Call for Abstracts: Anti-Gender Politics and Queer Theory

2020-05-15

Call for abstracts: Special issue of lambda nordica  

Anti-gender politics and queer theory  

Editors: Erika Alm and Elisabeth Lund Engebretsen 

 

This special issue aims to offer a platform for mapping and analyzing anti-gender campaigns around the world as well as for incisive queer-theoretical reflections on central characteristics that shape anti-gender politics’ premise, practice, and growth. At the center of this special issue’s concern are three overarching questions:  

  • In what ways do anti-gender narratives and movements engage queer theory?  
  • How can queer theory contribute towards new understandings of what drives contemporary anti-gender politics?  
  • How can queer theory contribute towards articulating and realizing otherwise worlds in this historical moment, in the context of rising anti-gender politics, populism, fascist re-emergences, destabilizing left-right political axes, progressive failures, and pandemic and climate crises?  

Queer theory emerged from deeply political investments in destabilizing unequal power structures that relied on the imaginary stability and essential quality of gender. Recent critiques, however, argue that queer theory has itself turned normative and elitist (e.g. Brim 2020, Rao 2020). 

Contemporary anti-gender politics challenges queer theory quite profoundly not only through the critique of ‘gender ideology’, but also through the focus on biological essentialism, the insistence on heteronormativity, nationalism and society’s moral imperative, the (ab)use of science to claim legitimacy for its views,  and the dismissal of gender, feminist and queer studies’ relevance for understanding gendered dimensions of contemporary political transformations. This is therefore an opportune moment to revisit some classic questions in queer studies – those of biology, essence, norms and power at a time marked by serious challenges to society’s very stability. 

Furthermore, focusing on anti-gender politics offers an opportunity to further map practices and experiences in and between different regional and global locations. Whilst much focus thus far has been on Eastern and parts of Continental Europe, anti-gender rhetoric influences governments, cultural and political mobilizations all over the world.  If, as Kuhar and Paternotte argue in their book Anti-gender campaigns in Europe (2017), anti-gender movements are well-organized transnational and global phenomena, it is clear that local, national and regional specificities must be connected to and compared with broader patterns of shared values and rhetoric.   

This special issue, then, aims to revitalize queer theory – in theory and politics – through a critical exploration of contemporary anti-gender movements. The case of anti-gender politics showcases the urgency of attending to queer genealogies in theory, art, ethics, affect, and politics, especially its call to confront and destabilize ideologies of gender stability and patriarchal and white supremacist norms as the very basis for society.  

lambda nordica welcomes papers that address these complexities. Suggested topics for articles are for example (but not limited to): 

  • Theorizing the geopolitics of queer critique in relation to anti-gender movements, for example the de-centering of a US and English-language hegemony in queer theory. 
  • Critical feminist and queer responses to contemporary anti-gender politics; what are the differences, overlaps, and conflicts? 
  • Investigating the historical and colonial genealogies of contemporary anti-gender politics, and in turn foundational themes of critique in queer theory such as biology, the body, essence, gender, and care. 
  • What nationalist anxieties and fantasies are played out in anti-gender campaigns? 
  • In what ways are homophobia, transphobia, racism and/or misogyny articulated in anti-gender politics? 
  • How do anti-gender politics and the viral epidemic consequences of Covid-19 interplay to challenge visions of minority rights and transformative justice? 
  • In what ways can transformative justice activism mobilize against anti-gender politics, for example in opposing neoliberalism’s hegemony (Gunnarsson Payne 2019)? 

 

Timeline and submission:  

Deadline for abstracts: 1 September 2020 

Deadline for full papers: 1 February 2021 

Planned publication: 2022 

Special issue language: English or Scandinavian languages 

Please submit your abstract and/or any queries to editors@lambdanordica.org  

  

Author guidelines and submission:  

https://www.lambdanordica.org/index.php/lambdanordica/guidelines 

 

References: 
Brim, Matt. 2020. Poor queer studies: Confronting elitism in the university. Duke University Press.  
Gunnarsson Payne. 2019. Challenging “Gender Ideology”: (Anti-)Gender Politics in Europe’s Populist Moment. The New Pretender. 10 February. 
Kuhar, Roman and David Paternotte, eds. 2017. Anti-gender campaigns in Europe: Mobilizing against equality. Rowman and Littlefield.  
Rao, Rahul. 2020. Out of time: The queer politics of postcoloniality. Oxford University Press.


> WHAT TO PRODUCE
Across the material below, count the lines that include the word "pixels" and give only that count.

> DATA PROVIDED

———

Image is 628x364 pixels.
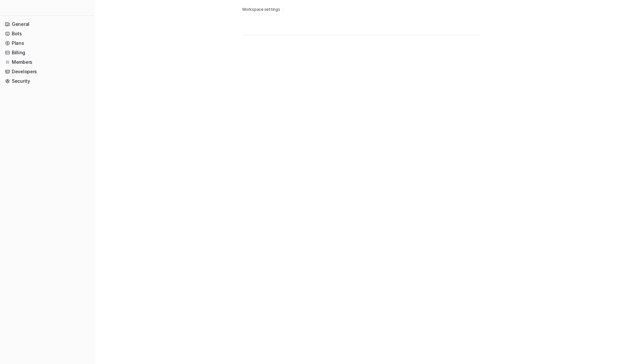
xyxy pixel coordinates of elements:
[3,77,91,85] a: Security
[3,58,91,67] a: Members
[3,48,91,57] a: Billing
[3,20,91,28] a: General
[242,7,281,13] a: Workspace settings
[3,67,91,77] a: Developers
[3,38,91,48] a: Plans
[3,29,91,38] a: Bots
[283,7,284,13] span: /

———

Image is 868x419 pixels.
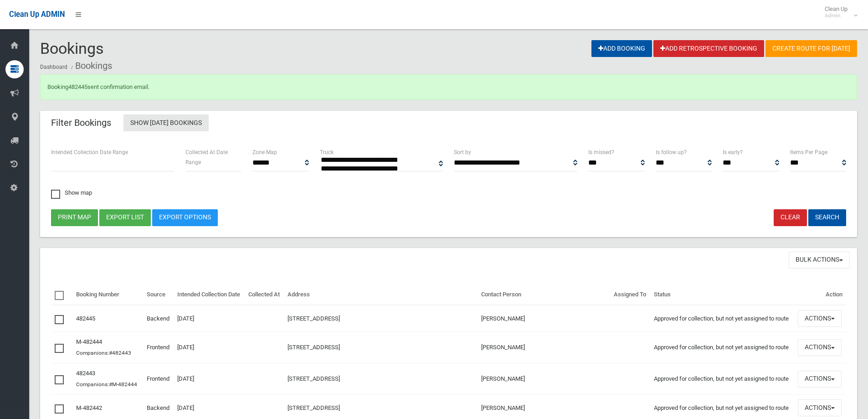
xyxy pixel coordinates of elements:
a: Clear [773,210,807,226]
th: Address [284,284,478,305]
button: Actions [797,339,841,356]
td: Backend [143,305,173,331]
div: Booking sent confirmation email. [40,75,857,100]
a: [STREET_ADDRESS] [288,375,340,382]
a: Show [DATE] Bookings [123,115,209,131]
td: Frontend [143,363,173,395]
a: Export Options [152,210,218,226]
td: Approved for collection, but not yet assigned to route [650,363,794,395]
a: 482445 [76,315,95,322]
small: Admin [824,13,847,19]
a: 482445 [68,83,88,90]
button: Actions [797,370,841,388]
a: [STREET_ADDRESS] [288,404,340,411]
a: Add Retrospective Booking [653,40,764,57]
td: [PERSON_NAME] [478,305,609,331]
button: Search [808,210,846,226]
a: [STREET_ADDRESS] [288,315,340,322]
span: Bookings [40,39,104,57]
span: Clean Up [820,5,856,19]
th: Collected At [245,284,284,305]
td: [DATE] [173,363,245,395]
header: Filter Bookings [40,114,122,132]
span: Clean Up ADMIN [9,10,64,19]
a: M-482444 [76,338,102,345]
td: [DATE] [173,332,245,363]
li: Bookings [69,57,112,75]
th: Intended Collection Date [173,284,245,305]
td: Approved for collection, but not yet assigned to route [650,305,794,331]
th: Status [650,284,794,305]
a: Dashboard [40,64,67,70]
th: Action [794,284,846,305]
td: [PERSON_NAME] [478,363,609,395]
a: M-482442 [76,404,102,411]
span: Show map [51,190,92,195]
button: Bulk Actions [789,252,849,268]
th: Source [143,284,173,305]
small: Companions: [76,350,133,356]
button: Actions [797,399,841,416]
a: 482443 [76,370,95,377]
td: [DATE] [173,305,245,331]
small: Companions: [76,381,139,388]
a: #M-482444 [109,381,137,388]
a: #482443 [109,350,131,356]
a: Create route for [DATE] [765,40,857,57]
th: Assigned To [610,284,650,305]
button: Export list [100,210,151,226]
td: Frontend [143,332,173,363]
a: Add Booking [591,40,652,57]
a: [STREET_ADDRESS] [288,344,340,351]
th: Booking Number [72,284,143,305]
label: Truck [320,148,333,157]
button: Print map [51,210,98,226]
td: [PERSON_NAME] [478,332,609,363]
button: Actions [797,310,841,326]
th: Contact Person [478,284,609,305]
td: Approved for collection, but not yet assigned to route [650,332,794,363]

———

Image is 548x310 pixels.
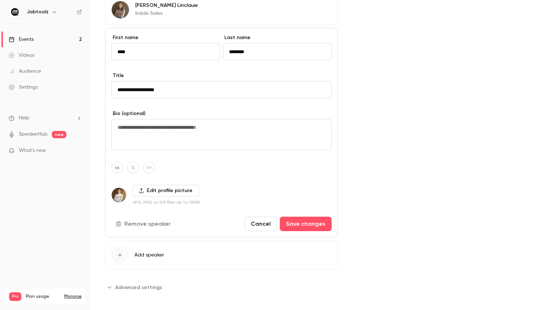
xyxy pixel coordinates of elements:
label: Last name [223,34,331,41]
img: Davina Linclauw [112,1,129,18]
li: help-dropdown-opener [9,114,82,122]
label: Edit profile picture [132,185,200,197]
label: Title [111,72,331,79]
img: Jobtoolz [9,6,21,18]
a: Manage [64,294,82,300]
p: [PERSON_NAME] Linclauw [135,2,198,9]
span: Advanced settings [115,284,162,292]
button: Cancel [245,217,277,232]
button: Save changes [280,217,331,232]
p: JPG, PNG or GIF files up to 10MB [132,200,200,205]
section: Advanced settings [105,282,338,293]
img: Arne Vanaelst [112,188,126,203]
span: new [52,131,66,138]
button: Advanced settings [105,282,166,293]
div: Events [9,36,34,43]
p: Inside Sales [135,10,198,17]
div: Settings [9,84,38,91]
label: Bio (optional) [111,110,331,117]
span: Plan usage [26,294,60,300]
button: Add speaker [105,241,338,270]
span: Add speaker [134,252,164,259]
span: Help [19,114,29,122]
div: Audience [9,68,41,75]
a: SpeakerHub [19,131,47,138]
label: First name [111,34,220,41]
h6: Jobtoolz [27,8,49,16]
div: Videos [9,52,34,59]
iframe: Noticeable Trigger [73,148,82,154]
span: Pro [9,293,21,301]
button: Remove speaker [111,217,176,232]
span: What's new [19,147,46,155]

———

> ANSWER TO THIS TASK
3